Limited, infrequent revenue that flows back to the religious mission of the church usually does not. Hosting a benefit concert once a year, renting the sanctuary occasionally for community events, or charging nominal fees for materials related to a religious program is normally compatible with the exemption. The problem arises when a portion of the building is held out for commercial rent on a regular schedule — a recurring Saturday wedding business, a paid concert venue, or a regularly leased event hall. Assessors then look at how consistently the space is used commercially, how the rents compare to market, and whether the proceeds are tied to a religious or charitable purpose. Our team helps churches distinguish incidental revenue from systematic commercial use, and where partial taxation is unavoidable, we minimize the taxable footprint through a properly documented appeal. Start with a free review if you have any doubt about how your activity is being classified.

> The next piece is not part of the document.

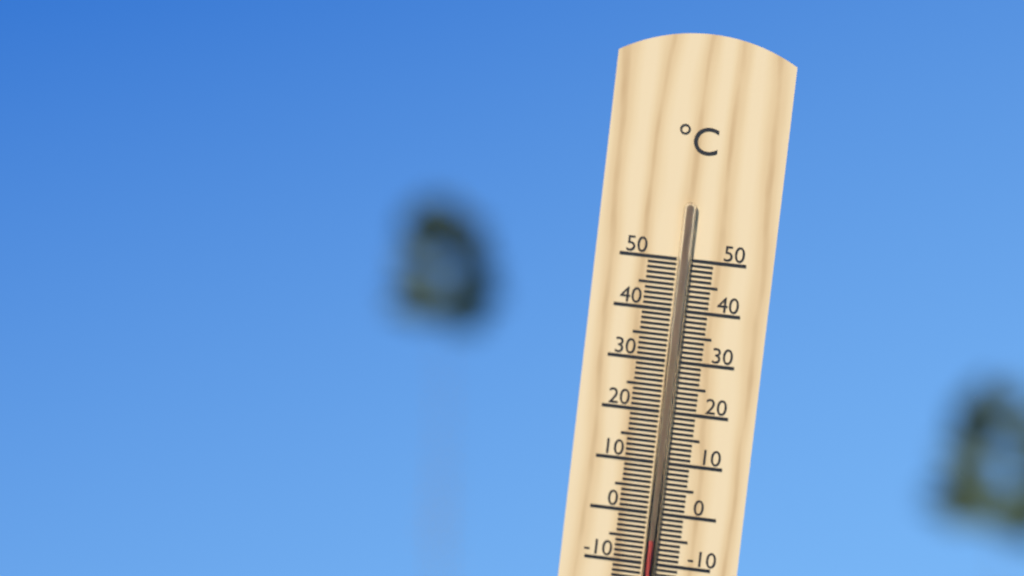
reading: -5 °C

Church administrator reviewing a property tax exemption denial with EPTA

Is Your Church’s Exemption at Risk?

Mixed-use activity, parsonage questions, and undeveloped land are the three places the religious property tax exemption most often comes under pressure. We help congregations document the religious use, narrow any taxable portion, and appeal denials at the Michigan Tax Tribunal, Ohio Board of Revision, and Indiana PTABOA.

No fee unless we lower your taxes. We represent churches, denominational offices, and 501(c)(3) religious organizations across Wayne, Oakland, and Kent Counties in Michigan, Cuyahoga, Franklin, and Hamilton Counties in Ohio, and Marion and Lake Counties in Indiana.